Vassilyev, A.T. and Rene Fullop-Millerâ
Ochrana: The Russian Secret Police
, J.B. Lippincott Company, Philadelphia, 1930. Fullop-Miller, the co-writer, points out that Vassilyev must be taken with several grains of salt. Self-justifying memoir of the Okhrana by its last commander in St Petersburg.
Volkov, Solomonâ
St Petersburg: A Cultural History
, The Free Press, New York, 1995. Excellent.
West, Rebeccaâ
Black Lamb and Grey Falcon
, Viking Press, New York, 1940. For background of Balkan struggles and later perspectives on the assassination.
Bely, Andreiâ
Petersburg
, translated, annotated and introduced by Robert A. Maguire and John E. Malmstad, Indiana University Press, Bloomington, 1978. Bely's novel came out in serial form during 1913, but was neglected during the Soviet era. Bely's appeal rests on his intricate wordplay which is lost in most translations, thus
Petersburg
has been underrated abroad. Maguire's and Malmstad's extensive notes were invaluable.

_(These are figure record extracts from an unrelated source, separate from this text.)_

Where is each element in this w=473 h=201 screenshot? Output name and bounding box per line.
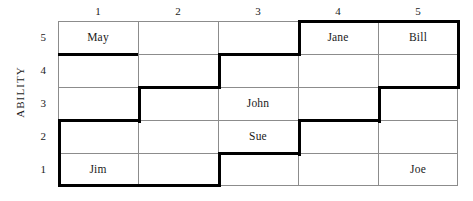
- column-header-4: 4: [298, 5, 378, 17]
- cell-r5-c1: May: [58, 21, 138, 54]
- cell-r2-c3: Sue: [218, 120, 298, 153]
- row-header-5: 5: [28, 21, 46, 54]
- row-header-1: 1: [28, 153, 46, 186]
- row-header-2: 2: [28, 120, 46, 153]
- grid-plot-area: May Jane Bill John Sue Jim Joe: [58, 21, 458, 186]
- boundary-under-r5c3: [218, 53, 301, 56]
- row-header-3: 3: [28, 87, 46, 120]
- cell-r5-c5: Bill: [378, 21, 458, 54]
- cell-r3-c3: John: [218, 87, 298, 120]
- column-header-2: 2: [138, 5, 218, 17]
- cell-r1-c5: Joe: [378, 153, 458, 186]
- boundary-under-r4c5: [378, 86, 460, 89]
- column-header-5: 5: [378, 5, 458, 17]
- boundary-v-col23-row4: [218, 53, 221, 87]
- boundary-v-col34-row2: [298, 119, 301, 156]
- cell-r1-c1: Jim: [58, 153, 138, 186]
- boundary-under-r4c23: [138, 86, 221, 89]
- cell-r5-c4: Jane: [298, 21, 378, 54]
- row-header-4: 4: [28, 54, 46, 87]
- boundary-v-col45-row3: [378, 86, 381, 123]
- boundary-v-col23-row1: [218, 152, 221, 187]
- column-header-1: 1: [58, 5, 138, 17]
- boundary-under-r3c1: [58, 119, 141, 122]
- boundary-under-r3c4: [298, 119, 381, 122]
- column-header-3: 3: [218, 5, 298, 17]
- boundary-v-col12-row3: [138, 86, 141, 123]
- y-axis-title: ABILITY: [14, 32, 26, 152]
- ability-grid-figure: ABILITY 1 2 3 4 5 5 4 3 2 1: [0, 0, 473, 201]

Finally, the first draft of
The Field of Mars
was completed shortly after the death of my father, Wendell Richard Miller. A fine man, my father was a history buff; his interests spanned mostly American history from the Revolution to World War II, and it is from him that I derive my own love of the past. âSpud' was a larger-than-life character, a man with a multitude of interests and multitudes of friends. I find that I miss him very much as the years go by, and one book is not enough to dedicate to his memory.